Ahavat chinam—baseless love, but love that is action and visible and meaningful. Maybe it’s as little as giving up a seat on the subway, buying coffee for the person behind you at Starbucks, or something as simple as looking up from our phones and smiling at someone we see walking down Columbus. Maybe it is donating to one of the organizations on theground in Baton Rouge, or doing work with Syrian refugees. Maybe it is committing—right here and now—to being a shelter volunteer right here at CRS. Maybe ahavat chinam, this baseless love, is small love—it is the daily acts that change the way we can interact with each other. 
Tu B’Av is not meant to be transformative, but it is meant to be preparatory.

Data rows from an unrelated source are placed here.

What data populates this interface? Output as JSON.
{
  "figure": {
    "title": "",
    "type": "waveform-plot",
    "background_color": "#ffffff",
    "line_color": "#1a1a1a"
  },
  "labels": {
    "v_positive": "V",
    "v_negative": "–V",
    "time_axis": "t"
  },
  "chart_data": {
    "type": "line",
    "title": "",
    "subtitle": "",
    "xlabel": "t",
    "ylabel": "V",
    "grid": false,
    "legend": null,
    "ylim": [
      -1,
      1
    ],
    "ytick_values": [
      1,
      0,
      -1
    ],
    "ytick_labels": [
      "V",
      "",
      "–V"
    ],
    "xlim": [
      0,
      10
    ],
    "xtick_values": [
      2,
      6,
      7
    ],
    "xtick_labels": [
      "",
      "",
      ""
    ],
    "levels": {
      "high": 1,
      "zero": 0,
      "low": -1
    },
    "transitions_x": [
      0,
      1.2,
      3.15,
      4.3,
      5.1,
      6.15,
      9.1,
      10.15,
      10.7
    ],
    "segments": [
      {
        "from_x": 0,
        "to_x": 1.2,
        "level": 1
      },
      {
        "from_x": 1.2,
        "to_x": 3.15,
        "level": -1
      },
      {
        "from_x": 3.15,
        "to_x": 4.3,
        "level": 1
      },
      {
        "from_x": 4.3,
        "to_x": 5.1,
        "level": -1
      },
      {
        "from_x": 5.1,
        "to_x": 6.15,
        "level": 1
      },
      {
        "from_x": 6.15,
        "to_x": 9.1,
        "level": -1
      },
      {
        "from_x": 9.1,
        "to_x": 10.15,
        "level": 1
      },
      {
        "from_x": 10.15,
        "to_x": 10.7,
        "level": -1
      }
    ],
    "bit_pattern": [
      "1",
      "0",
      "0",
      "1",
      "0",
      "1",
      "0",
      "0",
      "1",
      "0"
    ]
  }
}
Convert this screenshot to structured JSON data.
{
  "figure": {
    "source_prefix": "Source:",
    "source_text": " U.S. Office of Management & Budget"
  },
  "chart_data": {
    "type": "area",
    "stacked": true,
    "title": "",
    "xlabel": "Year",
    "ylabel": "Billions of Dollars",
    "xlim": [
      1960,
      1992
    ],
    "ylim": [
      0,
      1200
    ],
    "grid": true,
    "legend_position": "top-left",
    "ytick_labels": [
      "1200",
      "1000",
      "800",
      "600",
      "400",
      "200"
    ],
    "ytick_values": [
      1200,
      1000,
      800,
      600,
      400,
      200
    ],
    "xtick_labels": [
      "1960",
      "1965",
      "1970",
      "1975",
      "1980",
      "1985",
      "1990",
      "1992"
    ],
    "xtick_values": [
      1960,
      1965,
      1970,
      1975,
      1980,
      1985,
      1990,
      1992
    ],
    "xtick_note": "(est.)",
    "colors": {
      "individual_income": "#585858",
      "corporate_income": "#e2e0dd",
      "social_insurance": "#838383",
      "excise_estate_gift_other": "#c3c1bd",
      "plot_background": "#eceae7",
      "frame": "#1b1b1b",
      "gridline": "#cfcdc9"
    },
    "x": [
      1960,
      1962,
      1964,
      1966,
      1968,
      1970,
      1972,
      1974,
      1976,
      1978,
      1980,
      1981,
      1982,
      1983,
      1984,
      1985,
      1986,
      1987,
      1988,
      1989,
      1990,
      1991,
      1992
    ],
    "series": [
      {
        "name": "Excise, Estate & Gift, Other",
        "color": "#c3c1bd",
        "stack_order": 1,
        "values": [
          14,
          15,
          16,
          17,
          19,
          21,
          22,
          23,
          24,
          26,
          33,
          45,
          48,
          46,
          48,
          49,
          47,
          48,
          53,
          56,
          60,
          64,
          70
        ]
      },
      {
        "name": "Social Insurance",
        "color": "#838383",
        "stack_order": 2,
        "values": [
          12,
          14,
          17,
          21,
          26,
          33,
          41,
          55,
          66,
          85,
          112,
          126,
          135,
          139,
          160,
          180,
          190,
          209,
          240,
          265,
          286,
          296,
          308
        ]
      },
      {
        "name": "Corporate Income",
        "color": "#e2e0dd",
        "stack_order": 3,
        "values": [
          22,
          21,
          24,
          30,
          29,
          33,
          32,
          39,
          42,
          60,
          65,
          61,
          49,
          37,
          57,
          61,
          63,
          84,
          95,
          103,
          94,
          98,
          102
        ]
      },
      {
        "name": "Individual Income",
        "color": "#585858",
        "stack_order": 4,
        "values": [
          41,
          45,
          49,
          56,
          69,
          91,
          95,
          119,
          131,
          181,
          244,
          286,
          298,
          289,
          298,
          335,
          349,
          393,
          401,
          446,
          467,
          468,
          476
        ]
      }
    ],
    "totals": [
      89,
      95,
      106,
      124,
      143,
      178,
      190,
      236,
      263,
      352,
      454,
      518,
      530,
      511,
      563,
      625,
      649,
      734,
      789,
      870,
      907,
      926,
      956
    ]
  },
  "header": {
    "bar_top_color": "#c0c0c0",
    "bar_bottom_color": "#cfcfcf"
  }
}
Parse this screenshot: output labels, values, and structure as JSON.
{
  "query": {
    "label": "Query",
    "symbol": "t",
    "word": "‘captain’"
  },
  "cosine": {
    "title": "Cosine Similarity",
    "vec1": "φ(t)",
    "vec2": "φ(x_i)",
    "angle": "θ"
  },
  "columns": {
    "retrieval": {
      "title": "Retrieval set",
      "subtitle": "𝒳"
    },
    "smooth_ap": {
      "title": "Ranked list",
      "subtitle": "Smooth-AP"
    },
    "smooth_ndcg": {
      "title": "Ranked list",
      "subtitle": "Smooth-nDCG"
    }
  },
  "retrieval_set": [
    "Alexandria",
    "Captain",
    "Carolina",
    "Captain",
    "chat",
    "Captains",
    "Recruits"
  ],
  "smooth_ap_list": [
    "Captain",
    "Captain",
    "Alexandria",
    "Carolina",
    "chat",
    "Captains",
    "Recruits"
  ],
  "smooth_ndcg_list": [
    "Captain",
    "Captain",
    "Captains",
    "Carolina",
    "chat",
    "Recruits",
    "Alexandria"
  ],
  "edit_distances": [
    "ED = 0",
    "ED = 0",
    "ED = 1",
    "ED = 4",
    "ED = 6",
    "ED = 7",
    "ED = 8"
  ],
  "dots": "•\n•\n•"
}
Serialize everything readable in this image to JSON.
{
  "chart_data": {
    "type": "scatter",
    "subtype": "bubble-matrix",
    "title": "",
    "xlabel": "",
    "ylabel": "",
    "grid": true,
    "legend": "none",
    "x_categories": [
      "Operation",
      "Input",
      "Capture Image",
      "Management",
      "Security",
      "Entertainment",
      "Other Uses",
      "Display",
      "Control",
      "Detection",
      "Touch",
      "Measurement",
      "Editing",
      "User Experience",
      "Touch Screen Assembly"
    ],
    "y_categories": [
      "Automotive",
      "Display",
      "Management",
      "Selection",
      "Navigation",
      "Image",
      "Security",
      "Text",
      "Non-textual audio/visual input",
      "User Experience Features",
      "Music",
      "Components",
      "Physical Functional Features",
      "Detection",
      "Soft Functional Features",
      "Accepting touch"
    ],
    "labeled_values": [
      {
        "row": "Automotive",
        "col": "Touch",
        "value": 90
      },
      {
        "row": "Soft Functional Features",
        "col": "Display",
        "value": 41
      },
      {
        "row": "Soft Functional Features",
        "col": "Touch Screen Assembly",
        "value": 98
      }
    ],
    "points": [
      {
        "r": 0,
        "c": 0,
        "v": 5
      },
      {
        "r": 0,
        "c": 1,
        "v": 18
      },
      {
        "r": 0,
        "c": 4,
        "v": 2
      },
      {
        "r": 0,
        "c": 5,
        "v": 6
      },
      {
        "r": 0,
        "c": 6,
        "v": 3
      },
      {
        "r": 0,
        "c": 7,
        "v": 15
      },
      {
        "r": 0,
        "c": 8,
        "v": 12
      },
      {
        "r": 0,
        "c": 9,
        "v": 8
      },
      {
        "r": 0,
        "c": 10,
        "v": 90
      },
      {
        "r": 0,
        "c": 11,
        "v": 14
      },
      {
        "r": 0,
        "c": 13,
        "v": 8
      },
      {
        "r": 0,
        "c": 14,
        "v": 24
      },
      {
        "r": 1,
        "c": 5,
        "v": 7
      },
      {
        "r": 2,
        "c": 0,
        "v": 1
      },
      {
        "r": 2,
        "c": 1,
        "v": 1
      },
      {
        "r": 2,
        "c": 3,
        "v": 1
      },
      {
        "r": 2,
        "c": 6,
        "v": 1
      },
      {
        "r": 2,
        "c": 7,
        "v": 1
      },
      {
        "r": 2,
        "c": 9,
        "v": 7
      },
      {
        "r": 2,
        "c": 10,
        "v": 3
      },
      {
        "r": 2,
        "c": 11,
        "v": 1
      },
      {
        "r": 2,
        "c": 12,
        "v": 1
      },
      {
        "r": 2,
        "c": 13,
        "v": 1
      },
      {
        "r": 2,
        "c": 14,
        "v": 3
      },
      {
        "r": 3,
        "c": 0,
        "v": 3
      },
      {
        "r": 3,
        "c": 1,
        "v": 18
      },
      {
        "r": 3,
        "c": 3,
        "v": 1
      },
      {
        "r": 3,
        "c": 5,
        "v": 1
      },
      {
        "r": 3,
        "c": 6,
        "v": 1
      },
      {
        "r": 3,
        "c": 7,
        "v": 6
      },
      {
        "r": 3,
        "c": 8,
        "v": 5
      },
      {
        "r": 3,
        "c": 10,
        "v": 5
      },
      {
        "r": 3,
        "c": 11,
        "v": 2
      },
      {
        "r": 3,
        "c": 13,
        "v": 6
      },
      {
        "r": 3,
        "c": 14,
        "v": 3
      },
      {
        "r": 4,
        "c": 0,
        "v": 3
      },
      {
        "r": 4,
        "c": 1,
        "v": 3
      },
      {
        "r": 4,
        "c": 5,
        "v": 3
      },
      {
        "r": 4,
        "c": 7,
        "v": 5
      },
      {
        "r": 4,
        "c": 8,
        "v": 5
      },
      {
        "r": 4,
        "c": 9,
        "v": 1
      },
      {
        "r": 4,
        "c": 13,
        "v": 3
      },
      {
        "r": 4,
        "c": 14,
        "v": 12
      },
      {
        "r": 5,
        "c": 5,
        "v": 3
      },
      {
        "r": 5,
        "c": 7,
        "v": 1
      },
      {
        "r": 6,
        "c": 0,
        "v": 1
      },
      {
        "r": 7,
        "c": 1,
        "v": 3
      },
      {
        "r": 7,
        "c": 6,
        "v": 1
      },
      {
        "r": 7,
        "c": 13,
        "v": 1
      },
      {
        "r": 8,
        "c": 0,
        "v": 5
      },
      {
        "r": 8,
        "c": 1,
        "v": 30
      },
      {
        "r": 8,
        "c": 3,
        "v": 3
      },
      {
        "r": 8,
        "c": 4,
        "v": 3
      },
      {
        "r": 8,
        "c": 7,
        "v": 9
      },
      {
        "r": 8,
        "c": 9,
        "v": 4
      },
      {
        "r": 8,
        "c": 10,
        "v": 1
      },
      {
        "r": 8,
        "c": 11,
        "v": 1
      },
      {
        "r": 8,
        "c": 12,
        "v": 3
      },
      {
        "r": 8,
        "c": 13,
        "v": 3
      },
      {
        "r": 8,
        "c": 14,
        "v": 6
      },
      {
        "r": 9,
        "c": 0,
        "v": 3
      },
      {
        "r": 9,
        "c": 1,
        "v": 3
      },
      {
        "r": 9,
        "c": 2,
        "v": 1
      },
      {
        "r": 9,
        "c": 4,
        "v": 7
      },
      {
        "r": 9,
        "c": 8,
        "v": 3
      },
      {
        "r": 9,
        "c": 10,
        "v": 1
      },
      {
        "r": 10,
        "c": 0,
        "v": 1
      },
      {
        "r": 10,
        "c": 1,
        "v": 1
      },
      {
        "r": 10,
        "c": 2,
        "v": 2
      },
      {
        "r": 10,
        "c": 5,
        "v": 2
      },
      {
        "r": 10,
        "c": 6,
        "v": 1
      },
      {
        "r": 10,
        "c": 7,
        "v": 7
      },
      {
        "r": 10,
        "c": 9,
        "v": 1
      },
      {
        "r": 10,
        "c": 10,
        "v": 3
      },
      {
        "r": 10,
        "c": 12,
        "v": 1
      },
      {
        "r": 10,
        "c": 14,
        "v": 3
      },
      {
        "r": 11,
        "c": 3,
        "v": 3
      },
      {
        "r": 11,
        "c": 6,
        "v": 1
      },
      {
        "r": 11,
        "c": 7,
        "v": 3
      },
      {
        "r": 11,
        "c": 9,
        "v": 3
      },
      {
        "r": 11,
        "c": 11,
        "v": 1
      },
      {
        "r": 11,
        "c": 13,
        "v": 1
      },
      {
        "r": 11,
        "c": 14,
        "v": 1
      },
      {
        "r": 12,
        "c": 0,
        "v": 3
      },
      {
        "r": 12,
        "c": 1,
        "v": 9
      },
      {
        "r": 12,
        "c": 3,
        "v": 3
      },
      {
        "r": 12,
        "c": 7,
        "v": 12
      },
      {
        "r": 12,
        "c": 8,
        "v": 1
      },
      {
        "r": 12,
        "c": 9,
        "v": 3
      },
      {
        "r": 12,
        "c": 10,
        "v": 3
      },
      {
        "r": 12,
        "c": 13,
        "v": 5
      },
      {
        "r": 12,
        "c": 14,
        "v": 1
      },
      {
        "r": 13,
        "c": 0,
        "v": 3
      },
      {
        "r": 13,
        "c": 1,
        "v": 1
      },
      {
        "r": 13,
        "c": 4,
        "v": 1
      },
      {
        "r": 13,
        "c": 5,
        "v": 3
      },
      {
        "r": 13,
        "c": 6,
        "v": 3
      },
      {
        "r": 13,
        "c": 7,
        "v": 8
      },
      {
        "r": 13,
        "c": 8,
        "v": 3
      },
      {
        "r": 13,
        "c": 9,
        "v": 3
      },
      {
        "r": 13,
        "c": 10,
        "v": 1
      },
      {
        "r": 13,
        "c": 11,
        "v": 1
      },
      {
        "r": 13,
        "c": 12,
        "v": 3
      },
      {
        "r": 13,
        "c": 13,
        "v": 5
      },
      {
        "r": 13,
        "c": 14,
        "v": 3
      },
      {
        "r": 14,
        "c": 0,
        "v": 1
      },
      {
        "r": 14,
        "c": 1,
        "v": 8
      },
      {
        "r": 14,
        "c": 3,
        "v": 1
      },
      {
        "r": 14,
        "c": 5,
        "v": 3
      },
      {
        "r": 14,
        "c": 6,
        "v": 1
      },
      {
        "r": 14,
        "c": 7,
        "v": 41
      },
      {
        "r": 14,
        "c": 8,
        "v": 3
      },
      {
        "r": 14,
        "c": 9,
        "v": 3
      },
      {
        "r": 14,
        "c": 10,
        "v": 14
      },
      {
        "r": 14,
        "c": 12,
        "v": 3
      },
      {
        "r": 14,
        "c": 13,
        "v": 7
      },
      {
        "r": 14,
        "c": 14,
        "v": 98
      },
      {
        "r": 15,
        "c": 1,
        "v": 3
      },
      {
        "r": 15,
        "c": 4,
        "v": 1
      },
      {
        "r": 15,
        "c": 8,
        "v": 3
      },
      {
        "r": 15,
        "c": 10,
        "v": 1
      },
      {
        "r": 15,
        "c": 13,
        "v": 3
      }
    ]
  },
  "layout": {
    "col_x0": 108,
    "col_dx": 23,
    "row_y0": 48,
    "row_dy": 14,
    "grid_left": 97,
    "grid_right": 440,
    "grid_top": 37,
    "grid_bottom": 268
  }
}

And if we can figure out how to love—in small ways—our neighbor, our God, the stranger—perhaps we will be ready to more deeply love our spouse, our parents, our children, ourselves. Perhaps, if we can look at the world—or someone in it—with ahavat chinam tomorrow, then we might be ready, 7 or so weeks from now, to stand before our neighbor, our God, and ourselves, ready for that Yom Kippur love.
Ken Yehi Ratzon—may it be God’s will. But first, may it be ours.